The Power of Puppets: How Our Fuzzy Friends Help Kids Grow Social-Emotional Skills
By Carolyn Sweeney Hauck
Kermit, Pinocchio, Elmo, too: Puppets have a long history of delighting adults and children alike. But puppets have a unique power for children when it comes to explaining important social and emotional lessons. Why? They make everything a little less personal.
Take, for example, the three-year-old who has a really—really—difficult time sharing that firefighter costume with her classmates. When it’s dramatic playtime, she’s always the firefighter. And if one day someone else wants to take a turn at being a firefighting hero? Her response is, no way, no how, no can do. It’s a clear teaching moment about the importance of taking turns—but trying to resolve a problem with a three-year-old through conversation can be…tricky. Puppets to the rescue!
“In this case, our teachers can use puppets to act out the situation in an emotionally safe way,” says KinderCare’s Taunya Banta, KinderCare’s Inclusion Services manager and champion of every ability, cultural background, and level of development in children. “Puppets keep social and emotional lessons from being too personal or shaming any one particular child. They’re an incredible tool for compassionate teaching.”
That’s why every KinderCare center features a bevy of adorable puppets of different ethnicities (as well as a training manual for how to use them): to help kids learn social-emotional skills in a fun, non-critical way. If a preschool teacher notes that, say, the class needs some more practice around listening to their friends, during circle time she might pull the puppets out and act out a scene involving listening. “Puppets instantly grab children’s attention,” Banta notes. “They put a smile on their faces, which makes the lessons we are trying to teach them that much easier to learn.”
But it’s not just the teachers doing all the puppetry! In KinderCare classrooms, puppets are always available in the children’s play areas, giving kids free rein to act out a situation or big feelings on their own. “Puppet play is really wonderful because it helps kids talk about something when they’re in a tight spot,” notes Claire Kessler, a program director at the Downtown Portland KinderCare in Portland, Oregon who daily uses puppets as a teaching tool.
It can be hard to help children navigate difficult emotions like anger or sadness, Kessler notes. (It’s even hard for many of us adults!) ”A skilled teacher who is tuned into the children in her class can help them process those feelings through puppets,” Kessler says, “especially when kids have experienced something they don’t want to talk about, or feel like it’s negative or worry they’ll get in trouble.”
KinderCare’s Banta also points out that young children simply don’t yet have the language to communicate abstract thought. “It’s just beyond their ability,” she says. Children can, however, be drawn to reenacting a problem situation through their plush puppet friends. As children role play with puppets, they’re also learning to see something from another person’s point of view, which teaches them how to be empathetic friends.
An added benefit? The fact that playing with puppets is also just straight-up fun acts as a stress reliever for everyone involved. Puppets delight us all, but in the hands of teachers (and children), their true power comes to light. They not only teach valuable social-emotional skills—they can also make virtually anything okay.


WHAT THE TASK ASKS> Give back every line of the material below exactly, but no images.

EXERCISE MATERIAL>
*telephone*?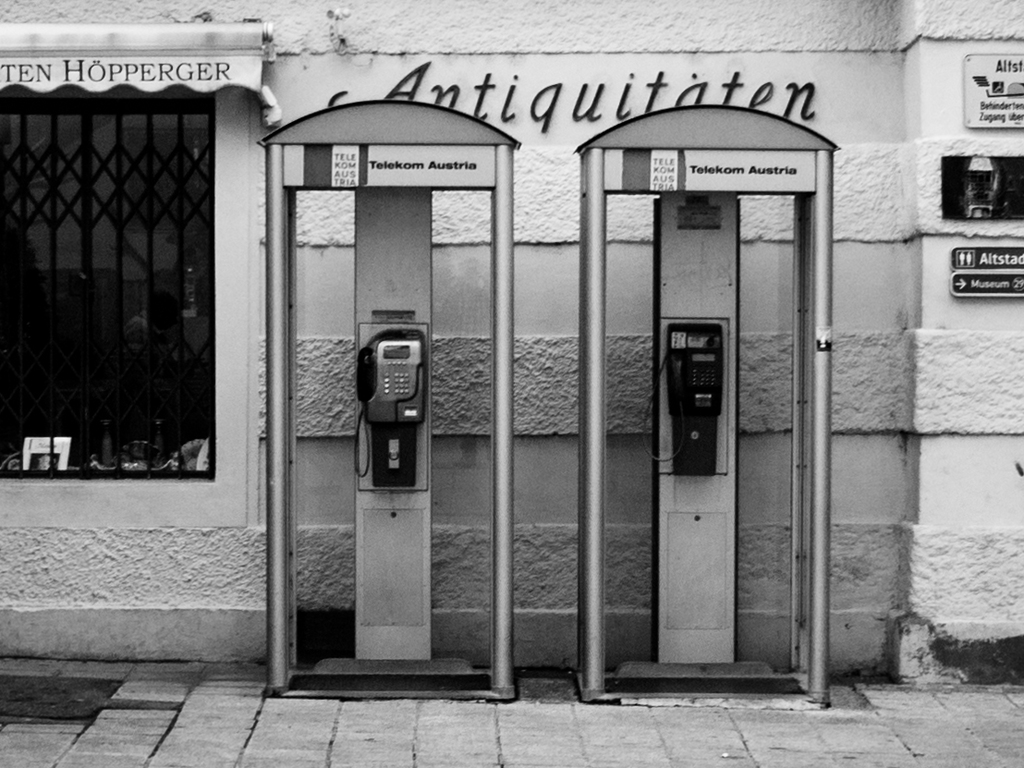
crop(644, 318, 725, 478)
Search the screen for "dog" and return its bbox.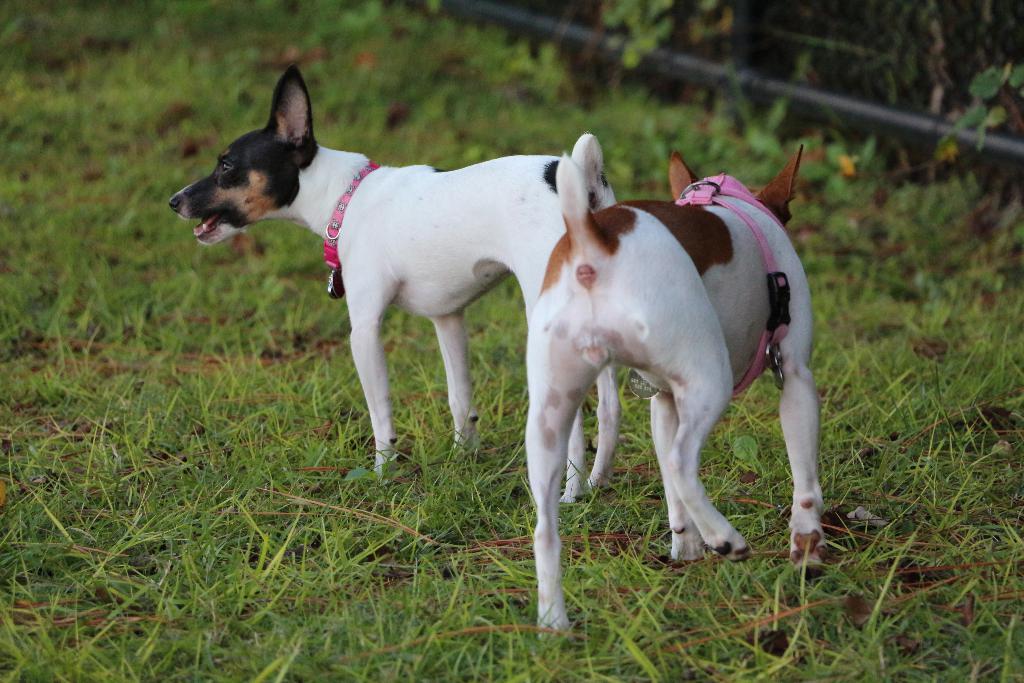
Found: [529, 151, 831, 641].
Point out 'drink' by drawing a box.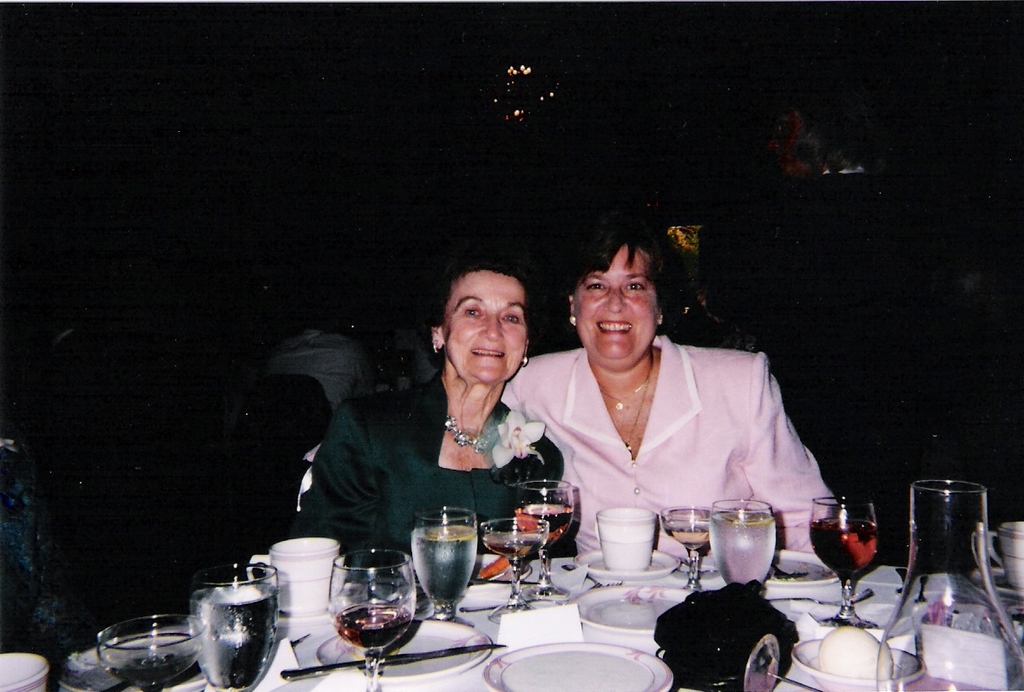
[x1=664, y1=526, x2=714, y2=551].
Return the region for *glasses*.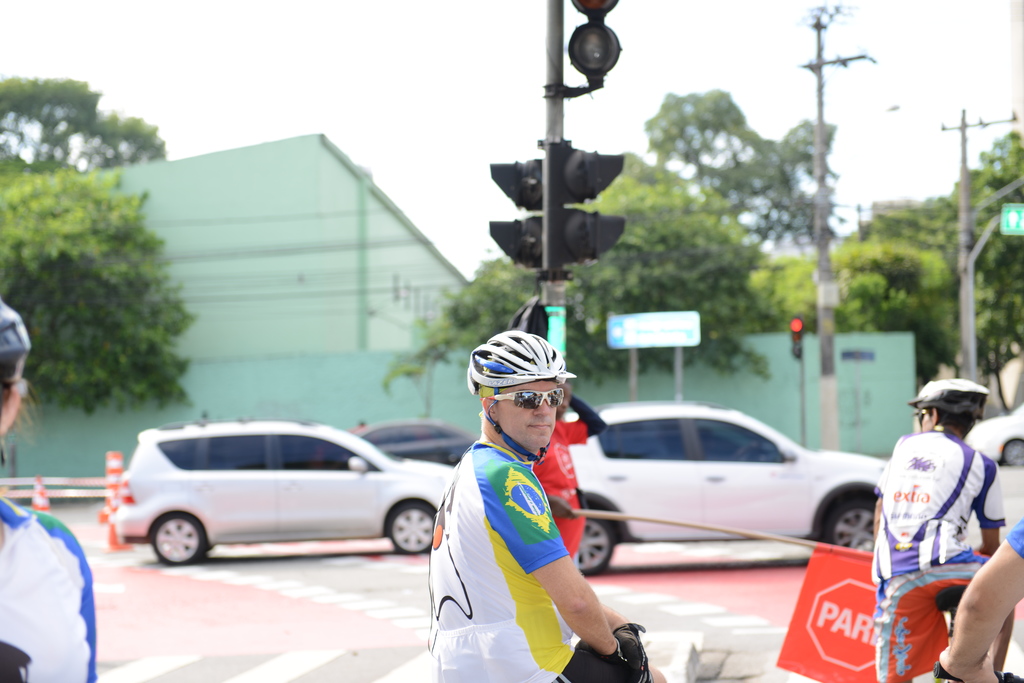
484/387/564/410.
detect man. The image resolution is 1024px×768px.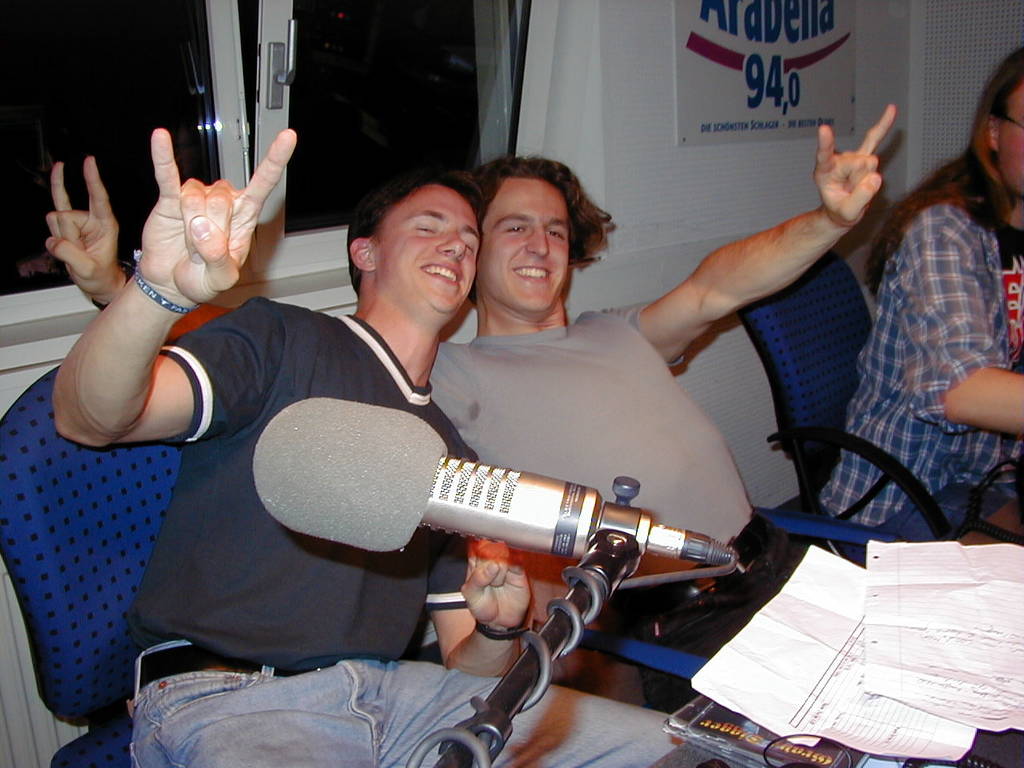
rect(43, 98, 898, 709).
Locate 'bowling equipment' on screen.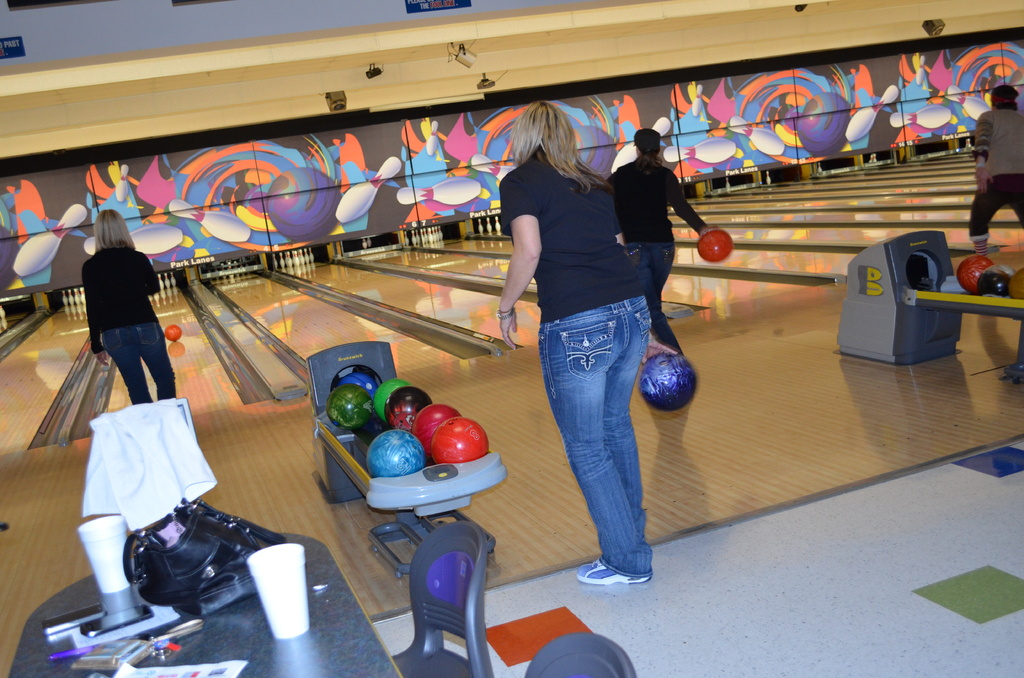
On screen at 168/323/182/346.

ANSWER SECTION>
*telephone*?
crop(644, 318, 725, 478)
Search the screen for "dog" and return its bbox.
Found: [529, 151, 831, 641].
Point out 'drink' by drawing a box.
[x1=664, y1=526, x2=714, y2=551].
Return the region for *glasses*.
484/387/564/410.
detect man. The image resolution is 1024px×768px.
rect(43, 98, 898, 709).
Locate 'bowling equipment' on screen.
On screen at 168/323/182/346.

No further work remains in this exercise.